Nathan walked off in the snow. He returned with his horse and put it in the corral with the mount of the dead man.
After carrying his buffalo robe and saddle inside the cabin, he propped the door back into its frame to keep out the wind and snow. One of the bunks was dragged against the door to hold it in place.
Nathan spread his sleeping robe on the second bunk and pulled off his boots. Placing his pistols close to his hand, he slid into his simple bed.
As he lay listening to the cold cough of the wind around the eaves of the cabin, a sense of overwhelming emptiness and a terrible aloneness fell heavily upon him. He knew nothing of kinship other than the presence of his brother. For the twenty years of their lives, Jason had been his constant companion. In his childishness Jason saw a score of things each day that brought him to laughter. And he shared those thoughts and laughter with his brother. So different from Nathan, who seldom ever smiled. Nathan’s heart yawned empty and bare.
The fire died. The cabin became black. The warmth of the sleeping robe, soft as heavy velvet, finally took Nathan off in sleep.
He awoke in the early hours of the morning, shoved aside the robe, and walked to the window. He scraped the frost off the glass and looked outside. The night lay cold as iron in the woods. Overhead, a white moon, round and frozen and wintry wan, glared down from a cloudless sky.
Nathan crawled back into his bed and again let the robe fall over his face.
4
Missouri River, Dakota Territory—March 6, 1859
The noise of the rising Missouri River had grown steadily louder over the last two days. The sound was now a deep, wet rumble, like a sullen monster
awakening after a long sleep.
In the winter flow of low water, the river had been full of large sandbars with the snags of trees partially buried in the stream bottom. Now the obstructions had been drowned by the swelling brown current, and the river ran nearly brim-full.
In one place on a straight mile stretch of river, a finger of land extended some two hundred feet into the current. At the extreme outer end of the projecting land a huge mass of tangled tree trunks and brush was piled against a huge cottonwood, thrown there by the river in one of its wild rampages.
DeBreen sat on the end of a log protruding from the mound of driftwood. He watched steadily upstream. The location was well suited for his need; he wanted to be as close as possible to the first rafts when they came floating down the Missouri.
The driftwood pile served a second purpose. It hid his three men, who sat on the downstream side.
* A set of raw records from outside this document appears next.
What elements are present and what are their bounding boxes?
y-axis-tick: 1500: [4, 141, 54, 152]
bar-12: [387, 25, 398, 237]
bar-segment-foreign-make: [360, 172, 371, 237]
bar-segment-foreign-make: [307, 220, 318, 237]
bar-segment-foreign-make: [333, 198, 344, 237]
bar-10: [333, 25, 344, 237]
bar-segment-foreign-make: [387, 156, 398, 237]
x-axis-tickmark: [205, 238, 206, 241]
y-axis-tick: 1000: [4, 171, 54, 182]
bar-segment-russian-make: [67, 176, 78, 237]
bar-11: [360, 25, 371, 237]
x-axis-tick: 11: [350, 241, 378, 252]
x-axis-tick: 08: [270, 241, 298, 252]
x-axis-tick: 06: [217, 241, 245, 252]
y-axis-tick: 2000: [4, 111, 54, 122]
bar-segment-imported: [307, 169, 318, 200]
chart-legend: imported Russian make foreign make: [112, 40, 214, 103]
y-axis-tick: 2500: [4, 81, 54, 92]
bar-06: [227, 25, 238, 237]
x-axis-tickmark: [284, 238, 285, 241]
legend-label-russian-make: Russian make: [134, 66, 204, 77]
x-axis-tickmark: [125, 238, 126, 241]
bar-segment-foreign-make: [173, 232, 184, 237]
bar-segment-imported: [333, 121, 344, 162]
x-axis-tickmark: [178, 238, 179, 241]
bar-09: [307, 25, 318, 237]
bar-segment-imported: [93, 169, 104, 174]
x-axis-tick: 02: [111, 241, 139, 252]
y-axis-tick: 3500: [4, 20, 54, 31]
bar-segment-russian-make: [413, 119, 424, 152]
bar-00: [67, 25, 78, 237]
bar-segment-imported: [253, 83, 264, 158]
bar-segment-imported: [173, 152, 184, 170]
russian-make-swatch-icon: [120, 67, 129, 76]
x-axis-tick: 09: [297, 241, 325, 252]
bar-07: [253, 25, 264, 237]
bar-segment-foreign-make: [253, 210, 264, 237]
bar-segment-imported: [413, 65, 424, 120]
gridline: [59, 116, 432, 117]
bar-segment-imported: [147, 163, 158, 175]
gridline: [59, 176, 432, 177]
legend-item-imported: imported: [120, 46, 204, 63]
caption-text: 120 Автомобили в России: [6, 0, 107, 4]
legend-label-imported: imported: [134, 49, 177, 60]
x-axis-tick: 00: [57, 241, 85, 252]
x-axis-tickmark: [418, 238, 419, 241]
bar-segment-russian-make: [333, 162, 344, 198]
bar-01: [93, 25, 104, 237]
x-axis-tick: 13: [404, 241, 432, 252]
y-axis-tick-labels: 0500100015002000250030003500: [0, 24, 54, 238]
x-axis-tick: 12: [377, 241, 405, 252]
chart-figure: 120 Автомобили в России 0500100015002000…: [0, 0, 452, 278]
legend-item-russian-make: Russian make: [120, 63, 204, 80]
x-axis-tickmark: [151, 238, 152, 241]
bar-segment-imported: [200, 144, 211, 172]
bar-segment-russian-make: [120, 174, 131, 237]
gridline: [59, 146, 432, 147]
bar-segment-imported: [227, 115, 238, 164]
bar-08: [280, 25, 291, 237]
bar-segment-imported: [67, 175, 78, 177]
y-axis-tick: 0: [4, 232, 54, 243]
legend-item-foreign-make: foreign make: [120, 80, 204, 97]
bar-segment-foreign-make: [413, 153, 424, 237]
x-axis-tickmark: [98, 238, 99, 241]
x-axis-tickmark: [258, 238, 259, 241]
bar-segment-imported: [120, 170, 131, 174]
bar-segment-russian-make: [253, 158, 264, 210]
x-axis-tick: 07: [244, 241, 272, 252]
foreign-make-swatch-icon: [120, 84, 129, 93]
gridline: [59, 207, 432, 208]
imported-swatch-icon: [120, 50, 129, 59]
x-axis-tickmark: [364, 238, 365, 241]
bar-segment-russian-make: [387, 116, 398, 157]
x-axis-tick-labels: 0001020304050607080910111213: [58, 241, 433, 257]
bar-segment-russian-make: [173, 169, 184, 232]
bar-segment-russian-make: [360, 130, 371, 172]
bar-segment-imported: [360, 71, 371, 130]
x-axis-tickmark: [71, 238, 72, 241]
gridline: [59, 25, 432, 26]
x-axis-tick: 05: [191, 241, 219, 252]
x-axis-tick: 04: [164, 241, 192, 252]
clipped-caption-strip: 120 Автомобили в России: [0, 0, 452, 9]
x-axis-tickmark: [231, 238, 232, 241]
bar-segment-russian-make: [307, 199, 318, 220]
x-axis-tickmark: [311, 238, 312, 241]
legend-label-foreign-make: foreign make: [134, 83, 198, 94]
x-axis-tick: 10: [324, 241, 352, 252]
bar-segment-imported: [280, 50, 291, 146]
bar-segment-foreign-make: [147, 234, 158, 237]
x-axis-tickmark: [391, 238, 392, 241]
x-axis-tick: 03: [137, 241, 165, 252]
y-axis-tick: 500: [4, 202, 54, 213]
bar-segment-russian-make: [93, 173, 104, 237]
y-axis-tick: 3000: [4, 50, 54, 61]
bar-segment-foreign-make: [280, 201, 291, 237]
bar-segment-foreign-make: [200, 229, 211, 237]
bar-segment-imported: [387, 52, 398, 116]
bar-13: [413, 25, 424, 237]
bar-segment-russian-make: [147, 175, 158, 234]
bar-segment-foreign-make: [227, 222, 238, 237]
Speaking in low voices, they played cards with a tattered deck on a blanket. Their rifles, together with two extras, lay ready beside them.
DeBreen and his band had spent the long, cold winter trapping mink, marten, fox, and other fur-bearing animals, high in the Rocky Mountains. Heavy snow had fallen in mid-November and grew deeper day after day. By December, the men had been forced to start using snowshoes to cross the high drifts to run their trap lines. DeBreen’s catch of pelts had been one of the smallest in his sixteen years of trapping.
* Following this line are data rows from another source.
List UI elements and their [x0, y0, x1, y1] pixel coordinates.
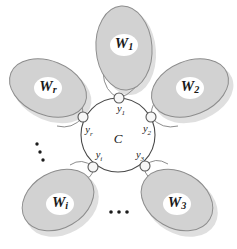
ellipsis-dot: [109, 210, 113, 214]
ellipsis-dot: [41, 158, 44, 161]
ellipsis-dot: [117, 210, 121, 214]
core-label-c: C: [114, 131, 123, 146]
vertex-dot-yr: [78, 112, 88, 122]
horizontal-ellipsis: [109, 210, 129, 214]
vertex-dot-y1: [114, 93, 124, 103]
vertex-dot-y2: [146, 112, 156, 122]
vertex-dot-yi: [88, 162, 98, 172]
ellipsis-dot: [35, 142, 38, 145]
graph-diagram-svg: W1 W2 W3 Wi Wr C: [0, 0, 237, 249]
vertex-dot-y3: [140, 161, 150, 171]
ellipsis-dot: [38, 150, 41, 153]
figure-container: W1 W2 W3 Wi Wr C: [0, 0, 237, 249]
vertical-ellipsis: [35, 142, 44, 161]
ellipsis-dot: [125, 210, 129, 214]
The frigid temperatures of the winter had proven beneficial in one important way: The animals of the mountains had grown dense, luxurious coats of fur to protect themselves from the great cold. Never had DeBreen seen pelts of such excellent quality. Those they had caught would bring a premium price in St. Joe.
DeBreen felt cheated that the rich days of the beaver trade had ended just as he had gone into the mountains and begun to trap. Those were the grand days of the mountain rendezvous, when the fur buyers—bringing everything a man needed, from lead and powder to sugar and women— came to the trappers. In those times a man could earn four, five thousand dollars in a few months of trapping. Now the trap lines were twice as long, and with several species of animals to catch, the set of each trap had to be specially designed. Still, DeBreen liked his life in the mountains. With no law west of St. Joe, the rifle and knife made it possible to take what he wanted. And DeBreen was very good with both weapons.